(540)-907-4446

office@heifetzinstitute.org

Donate

l

Apply

Student & Faculty Dashboard

Student & Faculty Login

l

Apply

Video of the Week:

A Marvelous Mozart to Introduce our 2021 Summer Season
View All Videos of the Week

“Many people do not even know that you play the violin, since you have been known from childhood as a clavier player.”
Leopold Mozart in a letter to his son Wolfgang, October 18, 1777

Writer Gabriel Banat puts it this way: “To his contemporaries, Mozart was both a performer and a composer. For posterity, his genius as a composer overshadowed his image as a performer, just as his fame as a pianist caused everyone to forget that he once played the violin.”

“In fact, he played the violin from the age of six…[and] it remained an important part of his life until the age of 24, when he stopped playing it altogether.”

As you’ll witness below, Mozart had quite a flair for writing for – and presumably playing – the fiddle. After all, his father Leopold had authored one of the definitive textbooks on the art of violin playing.  And Mozart’s first official job in the court of the Archbishop of Salzburg was as the Konzertmeister in the court orchestra.

Norwegian composer Edvard Grieg
Norwegian composer Edvard Grieg

Cover page to Leopold Mozart’s “Treatise on the Fundamental Principles of Violin Playing.”
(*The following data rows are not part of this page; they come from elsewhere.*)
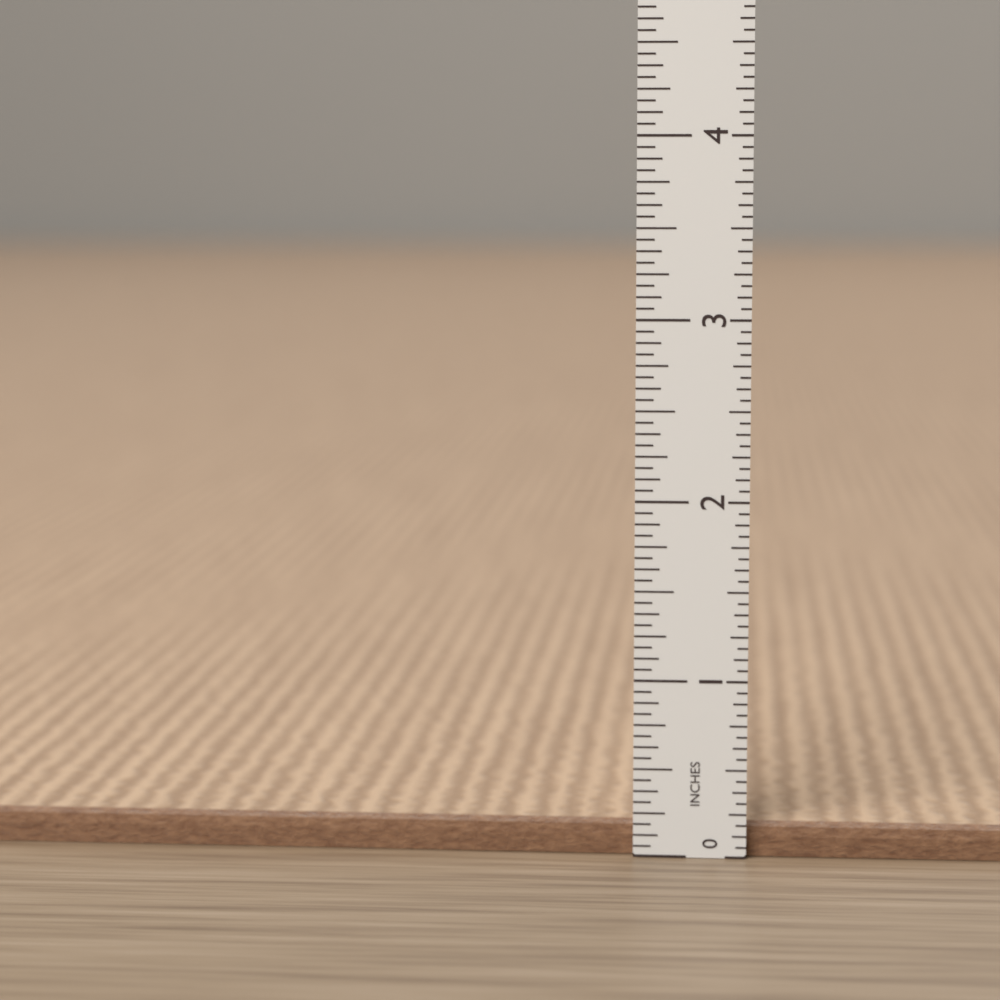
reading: 0.1875 in
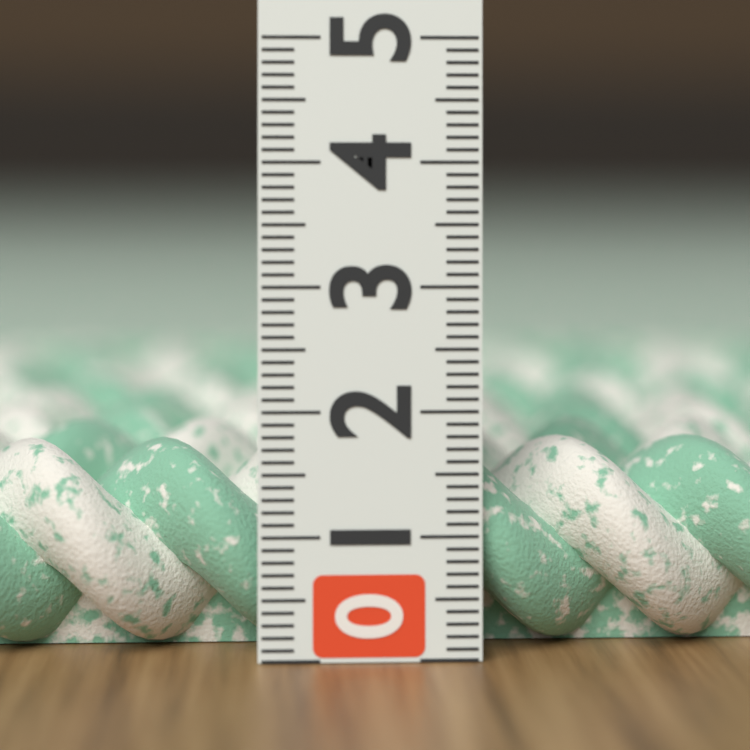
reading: 1.7 (no unit)
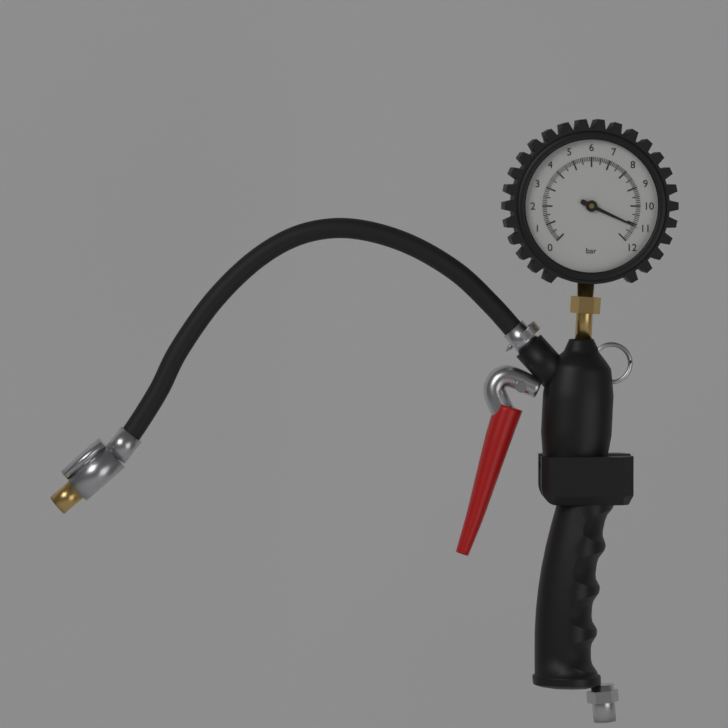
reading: 11.1 bar
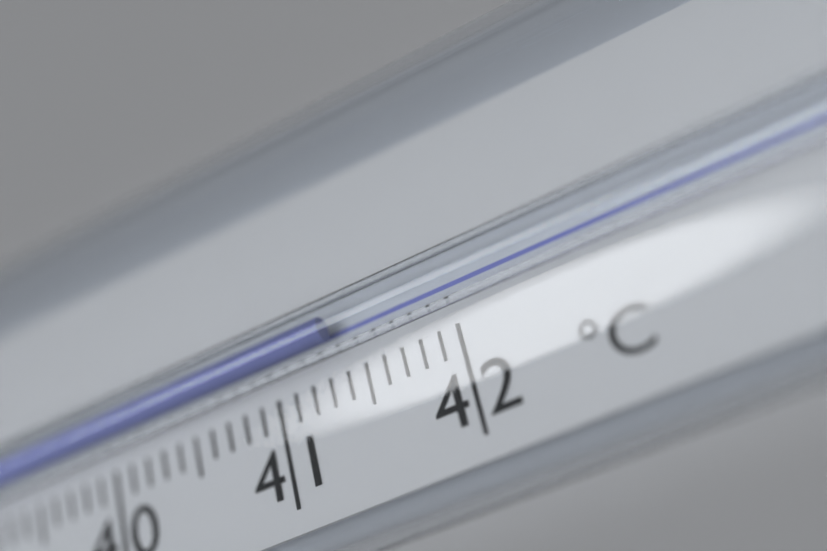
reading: 41.4 °C
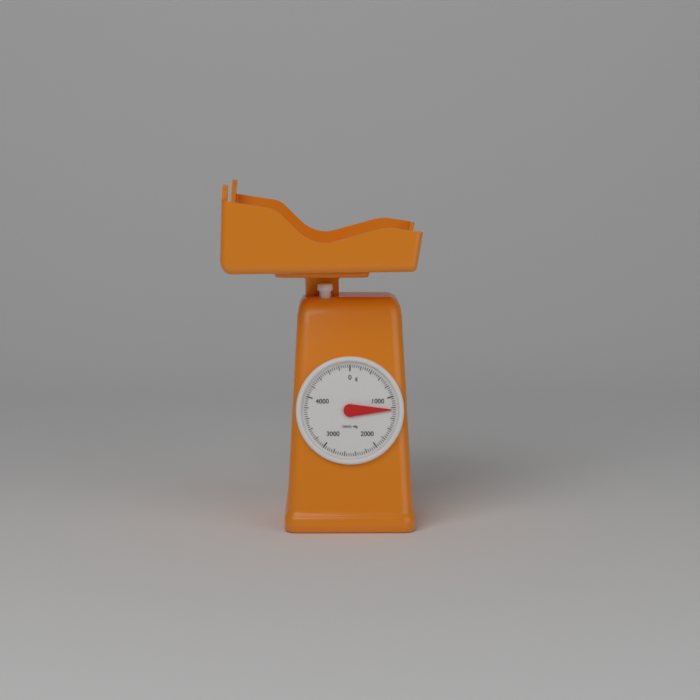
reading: 1240 g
So why did Amadeus up and quit the violin? No one knows for sure, but it may well be that he was afflicted by the same malady that affects many a young violinist to this day:  He hated to practice!  When Mozart went on an extended tour of Europe playing the five violin concertos he had just written, his father wrote wistfully to him that “I feel a bit melancholy when I go home, for as I approach the house, I always imagine I shall hear the sound of your violin going.”  It’s quite possible that without his father around, Mozart was less inclined to keep his “violin going,” for admonishing his son to practice, practice, practice, is a constant refrain in Leopold’s letters!
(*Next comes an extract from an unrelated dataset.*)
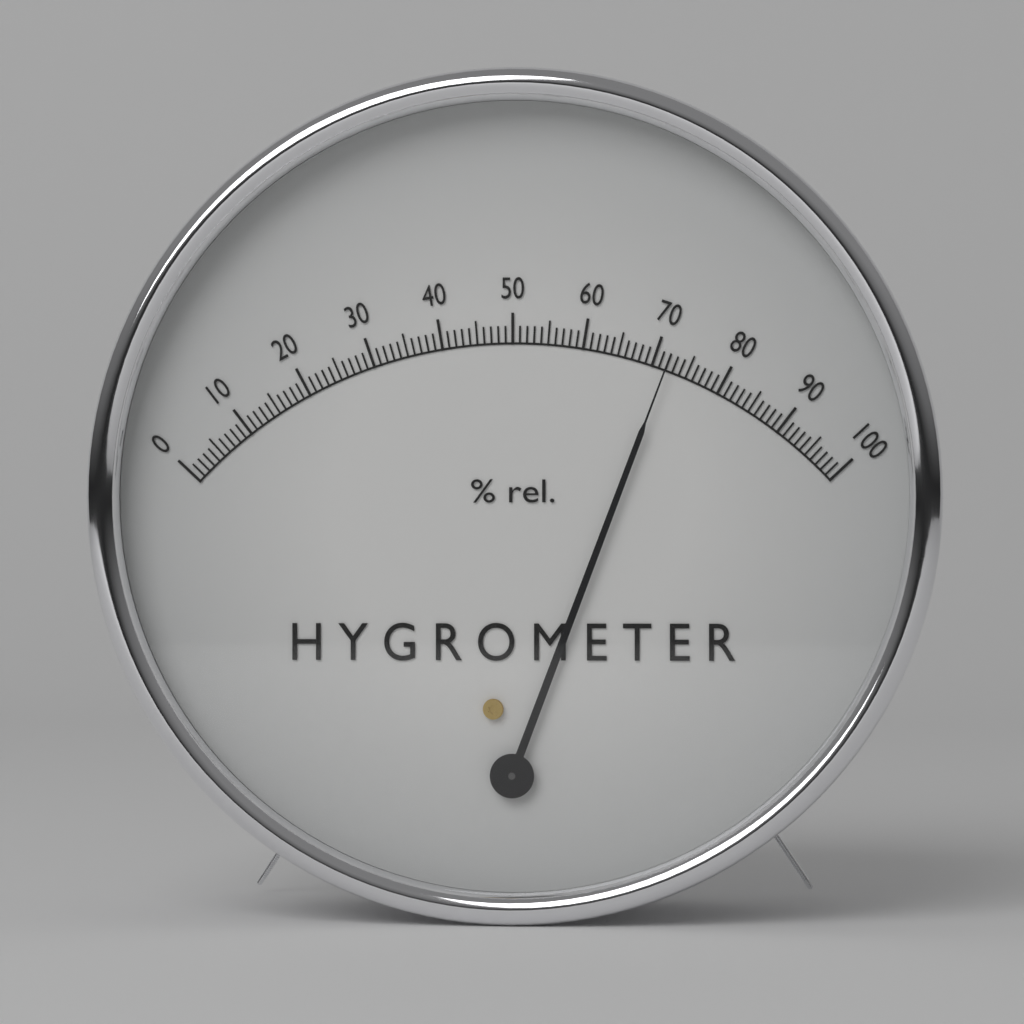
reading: 72 %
As we prepare to introduce you to the Stars of Tomorrow in our 2021 Festival Concerts, we look back to the 2015 Heifetz Institute, when violinist Sin Ying (Angela) Chan – the same age that Mozart was when he wrote the piece – demonstrated that she had spent plenty of time in the practice room, with this marvelous performance of the opening movement of Mozart’s “Turkish” Concerto No. 5. That practice is certainly paying off now, as she is one of seven Heifetz alums to be named quarter-finalists in the 2021 Shanghai Isaac Stern International Violin Competition.  She is accompanied by Beilin Han, who will return to serve as the Piano Faculty Coordinator for our 2021 summer program.